As commercial leasing practitioners and real estate professionals know, the New York City leasing market remains extremely turbulent, as societal and market changes arising from the COVID-19 global pandemic reshape the city’s office market.
Before the pandemic, the courts had been slowly restricting the circumstances when Yellowstone relief was applicable, culminating in the New York Court of Appeals decision in 159 MP Corp. v. Redbridge Bedford, LLC, 33 N.Y.3d 353 (2019). That decision held that parties could waive injunctive relief, including a Yellowstone injunction-originally created in First Nat. Stores, Inc. v. Yellowstone Shopping Ctr., Inc., 21 N.Y.2d 630 (1968), and the most powerful weapon in a commercial tenant's arsenal to combat leasehold forfeiture-where the parties' lease expressly carved out such relief.
It is important to understand this holding, and the subsequent legislative response specifically overturning that holding through enactment of Real Property Law (RPL) § 235-h. Now, the latest post-COVID decisions, when viewed collectively with the most recent developments in statutory authority, reflect the degree to which the pendulum has swung back in favor of granting Yellowstone relief under the more traditional analytical lens originally embodied in cases such as Graubard v. 600 Third Ave., 93 N.Y.2d 508 (1999).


__About this exercise__: Leave out the pictures, and retype the remaining data exactly.

- - - -

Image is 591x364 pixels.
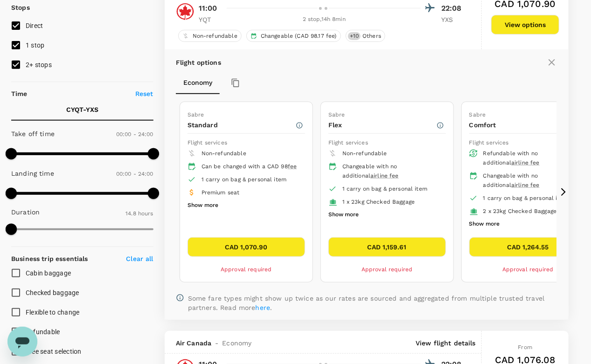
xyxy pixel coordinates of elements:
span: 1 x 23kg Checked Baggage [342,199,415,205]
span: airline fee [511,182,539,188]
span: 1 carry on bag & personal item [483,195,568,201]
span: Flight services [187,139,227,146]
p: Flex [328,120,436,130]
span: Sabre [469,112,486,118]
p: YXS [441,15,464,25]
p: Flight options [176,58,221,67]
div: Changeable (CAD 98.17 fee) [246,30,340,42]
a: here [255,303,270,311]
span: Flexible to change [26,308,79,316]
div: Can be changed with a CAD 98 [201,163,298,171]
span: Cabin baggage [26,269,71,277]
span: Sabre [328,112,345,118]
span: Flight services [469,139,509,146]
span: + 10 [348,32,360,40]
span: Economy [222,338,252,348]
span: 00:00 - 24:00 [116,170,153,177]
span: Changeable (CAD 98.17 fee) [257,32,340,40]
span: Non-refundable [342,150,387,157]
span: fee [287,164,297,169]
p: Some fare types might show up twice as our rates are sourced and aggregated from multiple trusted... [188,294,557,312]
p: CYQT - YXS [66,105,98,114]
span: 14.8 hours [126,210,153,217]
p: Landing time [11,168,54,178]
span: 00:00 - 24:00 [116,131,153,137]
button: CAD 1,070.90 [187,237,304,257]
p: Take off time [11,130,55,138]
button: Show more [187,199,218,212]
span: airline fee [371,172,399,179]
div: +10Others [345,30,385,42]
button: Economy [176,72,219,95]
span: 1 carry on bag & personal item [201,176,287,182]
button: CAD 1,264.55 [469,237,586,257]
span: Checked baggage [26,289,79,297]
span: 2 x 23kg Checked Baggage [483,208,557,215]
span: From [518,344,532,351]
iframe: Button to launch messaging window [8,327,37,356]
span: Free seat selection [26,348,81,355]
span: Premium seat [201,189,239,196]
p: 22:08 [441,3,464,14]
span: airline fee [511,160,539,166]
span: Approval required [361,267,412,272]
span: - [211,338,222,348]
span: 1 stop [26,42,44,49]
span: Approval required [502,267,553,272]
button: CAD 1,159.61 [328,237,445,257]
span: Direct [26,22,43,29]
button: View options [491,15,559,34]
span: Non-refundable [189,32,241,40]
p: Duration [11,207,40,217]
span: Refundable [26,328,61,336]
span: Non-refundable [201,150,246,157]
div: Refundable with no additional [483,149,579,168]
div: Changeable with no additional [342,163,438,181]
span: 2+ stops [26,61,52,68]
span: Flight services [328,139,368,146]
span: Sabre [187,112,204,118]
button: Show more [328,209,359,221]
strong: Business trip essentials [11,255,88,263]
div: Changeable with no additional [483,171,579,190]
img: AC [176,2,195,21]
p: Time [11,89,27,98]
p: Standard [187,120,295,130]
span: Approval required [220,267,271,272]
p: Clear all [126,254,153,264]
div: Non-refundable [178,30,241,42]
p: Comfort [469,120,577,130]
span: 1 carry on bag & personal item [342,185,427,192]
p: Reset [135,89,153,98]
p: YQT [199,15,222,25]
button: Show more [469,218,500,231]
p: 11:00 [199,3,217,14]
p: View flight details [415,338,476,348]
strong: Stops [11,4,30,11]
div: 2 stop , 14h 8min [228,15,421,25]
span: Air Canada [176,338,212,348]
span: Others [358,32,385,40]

- - - -

__Solved problem__:
Image is 591x364 pixels.
xyxy pixel coordinates of elements:
span: 1 x 23kg Checked Baggage [342,199,415,205]
span: airline fee [511,182,539,188]
span: 1 carry on bag & personal item [483,195,568,201]
span: Flight services [187,139,227,146]
p: Flex [328,120,436,130]
span: Sabre [469,112,486,118]
p: YXS [441,15,464,25]
p: Flight options [176,58,221,67]
div: Changeable (CAD 98.17 fee) [246,30,340,42]
a: here [255,303,270,311]
span: Flexible to change [26,308,79,316]
div: Can be changed with a CAD 98 [201,163,298,171]
span: Cabin baggage [26,269,71,277]
span: Sabre [328,112,345,118]
span: Flight services [469,139,509,146]
span: + 10 [348,32,360,40]
span: Economy [222,338,252,348]
span: 00:00 - 24:00 [116,170,153,177]
span: Changeable (CAD 98.17 fee) [257,32,340,40]
span: Non-refundable [342,150,387,157]
span: fee [287,164,297,169]
p: Some fare types might show up twice as our rates are sourced and aggregated from multiple trusted... [188,294,557,312]
p: CYQT - YXS [66,105,98,114]
span: 14.8 hours [126,210,153,217]
p: Landing time [11,168,54,178]
span: 00:00 - 24:00 [116,131,153,137]
button: CAD 1,070.90 [187,237,304,257]
p: Take off time [11,130,55,138]
button: Show more [187,199,218,212]
span: airline fee [371,172,399,179]
div: +10Others [345,30,385,42]
button: Economy [176,72,219,95]
span: 1 carry on bag & personal item [201,176,287,182]
button: CAD 1,264.55 [469,237,586,257]
span: Checked baggage [26,289,79,297]
span: 2 x 23kg Checked Baggage [483,208,557,215]
span: From [518,344,532,351]
iframe: Button to launch messaging window [8,327,37,356]
span: Free seat selection [26,348,81,355]
span: Premium seat [201,189,239,196]
p: 22:08 [441,3,464,14]
span: airline fee [511,160,539,166]
span: Approval required [361,267,412,272]
span: - [211,338,222,348]
span: 1 stop [26,42,44,49]
span: Approval required [502,267,553,272]
button: CAD 1,159.61 [328,237,445,257]
span: Direct [26,22,43,29]
button: View options [491,15,559,34]
span: Non-refundable [189,32,241,40]
p: Duration [11,207,40,217]
span: Refundable [26,328,61,336]
span: Non-refundable [201,150,246,157]
div: Refundable with no additional [483,149,579,168]
div: Changeable with no additional [342,163,438,181]
span: 2+ stops [26,61,52,68]
span: Flight services [328,139,368,146]
span: Sabre [187,112,204,118]
button: Show more [328,209,359,221]
strong: Business trip essentials [11,255,88,263]
div: Changeable with no additional [483,171,579,190]
img: AC [176,2,195,21]
p: Time [11,89,27,98]
p: Standard [187,120,295,130]
span: Approval required [220,267,271,272]
p: Clear all [126,254,153,264]
div: Non-refundable [178,30,241,42]
p: Comfort [469,120,577,130]
span: 1 carry on bag & personal item [342,185,427,192]
p: Reset [135,89,153,98]
p: YQT [199,15,222,25]
button: Show more [469,218,500,231]
p: 11:00 [199,3,217,14]
p: View flight details [415,338,476,348]
strong: Stops [11,4,30,11]
div: 2 stop , 14h 8min [228,15,421,25]
span: Air Canada [176,338,212,348]
span: Others [358,32,385,40]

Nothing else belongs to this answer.